Matt Showering: How Labour's welfare system punished me for trying to take responsibility and not depend on the state
Matt Showering is a Conservative activist in Bristol and explains how the system designed to ensnare unwitting welfare claimants nearly destroyed his life.
At the 2009 Conservative Party Conference, David Cameron drew a standing ovation by setting out his strategy for ending New Labour’s culture of big government and welfare dependency, promising to “reward those who take responsibility and care for those who can’t.”
Cameron thus perfectly captured the mood of hard-working folk despairing not only of the layabouts and benefit cheats whose numbers have swelled in the twelve years since Tony Blair swept to power promising to dramatically reduce them, but also of Labour’s prowess for luring conscientious citizens into the welfare trap. The dark truth is that what Labour have done is actively discourage anyone facing any impediment from taking any responsibility, and attempt to make them completely dependent on the state.
I, of all people know this.
I was diagnosed with Asperger’s Syndrome (mild autism) at 16, just over a year before I started university. Although life as a student proved far from smooth, I graduated with first class honours and won a place on a prestigious Masters course. Then disaster struck when domestic woes condemned me to depression so overwhelming that I lost all my zest for my studies and the subject. I soon found myself cast adrift, with no idea of my potential career path and no marketable skills outside academia.
One major decision I made at this point was that, having inherited a substantial sum from my grandparents, not only would I continue to live independently; but no matter how long it took to find work, I would not claim any benefits – disability-related or otherwise – going against all advice. I considered it more responsible to pay my own way.
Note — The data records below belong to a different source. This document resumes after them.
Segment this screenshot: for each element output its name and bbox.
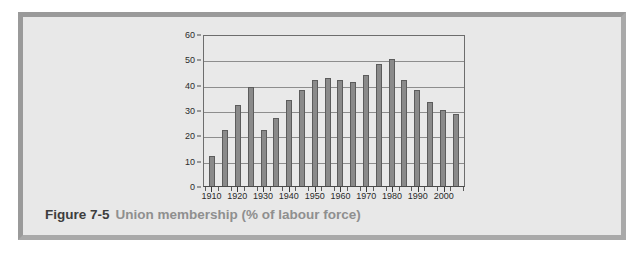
bar-slot [296,36,309,186]
y-tick-label: 30 [185,107,195,116]
bar-slot [385,36,398,186]
bar [453,114,459,186]
x-tick-label: 1960 [330,192,350,201]
bar-slot [398,36,411,186]
bar [248,87,254,186]
bar [235,105,241,186]
x-tick-label: 2000 [434,192,454,201]
y-tick-label: 0 [190,183,195,192]
x-tick-label: 1910 [201,192,221,201]
y-tick-mark [197,85,201,86]
bar-slot [321,36,334,186]
bar [350,82,356,186]
x-tick-label: 1980 [382,192,402,201]
bar [427,102,433,186]
bar-slot [283,36,296,186]
y-tick-label: 20 [185,132,195,141]
bar-slot [206,36,219,186]
bar [312,80,318,186]
bar-slot [424,36,437,186]
bar [389,59,395,186]
x-tick-label: 1990 [408,192,428,201]
bar-slot [436,36,449,186]
bar [299,90,305,186]
bar-slot [219,36,232,186]
bars-container [204,36,464,186]
bar [414,90,420,186]
y-tick-mark [197,161,201,162]
figure-caption: Figure 7-5Union membership (% of labour … [45,208,361,222]
caption-figure-number: Figure 7-5 [45,207,110,222]
bar-chart: 0102030405060 19101920193019401950196019… [173,31,473,211]
y-tick-mark [197,187,201,188]
x-tick-label: 1940 [279,192,299,201]
plot-area [203,35,465,187]
y-axis: 0102030405060 [173,31,201,187]
bar-slot [270,36,283,186]
x-tick-minor [463,187,464,191]
y-tick-mark [197,111,201,112]
y-tick-label: 60 [185,31,195,40]
bar-slot [308,36,321,186]
figure-panel: 0102030405060 19101920193019401950196019… [23,17,621,235]
bar [376,64,382,186]
bar-slot [411,36,424,186]
bar [337,80,343,186]
bar-slot [232,36,245,186]
y-tick-mark [197,60,201,61]
y-tick-mark [197,35,201,36]
bar-slot [360,36,373,186]
bar [325,78,331,186]
bar-slot [347,36,360,186]
x-tick-label: 1970 [356,192,376,201]
bar [209,156,215,186]
bar [222,130,228,186]
bar [261,130,267,186]
y-tick-label: 40 [185,81,195,90]
bar [363,75,369,186]
x-tick-label: 1930 [253,192,273,201]
bar [286,100,292,186]
x-tick-label: 1950 [305,192,325,201]
y-tick-mark [197,136,201,137]
y-tick-label: 50 [185,56,195,65]
bar-slot [372,36,385,186]
bar-slot [334,36,347,186]
caption-title-text: Union membership (% of labour force) [116,207,361,222]
bar [273,118,279,186]
x-axis-labels: 1910192019301940195019601970198019902000 [203,192,465,206]
x-tick-label: 1920 [227,192,247,201]
figure-frame: 0102030405060 19101920193019401950196019… [18,12,626,240]
bar-slot [257,36,270,186]
y-tick-label: 10 [185,157,195,166]
bar [440,110,446,186]
bar-slot [244,36,257,186]
bar-slot [449,36,462,186]
bar [401,80,407,186]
But once it became clear that I faced an uphill struggle to obtain satisfactory employment, my refusal to claim left me with a veritable minefield to navigate.
The concept of a graduate not having ‘signed on’ the day they entered the ‘real world’ without a job must have seemed too outlandish to grasp. Had my medical practitioners understood my plight, they could have pointed me in the direction of two organisations potentially positioned to help: Working Links, established to tackle unnecessary unemployment; and the government-funded Remploy, which assists people with disabilities in finding work.
However, had I done some homework on Working Links, I would have found them unable to help because I wasn’t claiming benefits. Remploy, however, could provide assistance – until the moment when I realised my only immediate chance of getting vital experience under my belt, and staving off the threat of a full-scale nervous breakdown from inoccupation, was to register with recruitment agencies and undertake temporary work. Such is New Labour’s edict: if you need help, you must gamble everything on the state’s ability to provide it. Either that, or just add X thousand pounds to your student debt and return to education – so several people advised me.
The result of this struggle against the socialist dogma poisoning Britain was that, after two years of recurrent temping, and approximately 20 unsuccessful interviews from hundreds of applications, most of my money was gone, and I saw no choice but to stake what was left on leaving the country in the hope of settling in the more socially conservative setting of New Zealand.
A Government that was hell-bent on infantilising the population had mercilessly punished me for taking responsibility. Yes, I had needed some special assistance, but I was still determined to pay my own way using my own resources, to be as economically active as possible no matter how demeaning the work, and not to let the state assume control over my life.
Unfortunately, during my travels, my determination to be responsible for myself continued to dog my every step and destroy all my best-laid plans, meaning I eventually did return to Britain, in August 2008, penniless and in debt. Furthermore, my condition became more obvious in job interviews, and the economic crisis rendered many of my skills worthless. But again, instead of taking the easy and indeed expected option, I did the responsible thing – accept long-term temp assignments, for meagre wages, so I could pay my own way.
The temptation to gamble everything on Remploy, at least while temporarily back with my parents, was there; and all the ills I’d suffered during those first two years gave me ample moral justification to milk the state for every penny it was worth and give it back nothing in taxes. But to do that would be to let Labour win – something I could not possibly contemplate. Indeed, by the time my latest temp-to-perm contract was cut short due to the company taking a sudden hit, the Government had pulled the plug on Remploy’s project for helping those not claiming disability benefit: thus sending out the clearest message that anyone who is unwilling to enter its vice-like embrace must forever brave the inequities and injustices of its politically-correct, decadent society unaided.
Moving forward, the new Conservative Government must not only reward those who take responsibility and care for those who can’t, but must do both for those who take responsibility despite having such great obstacles to overcome. Then not just the Party, but the entire nation, can rise to applaud Cameron, the man who got Britain back on its feet.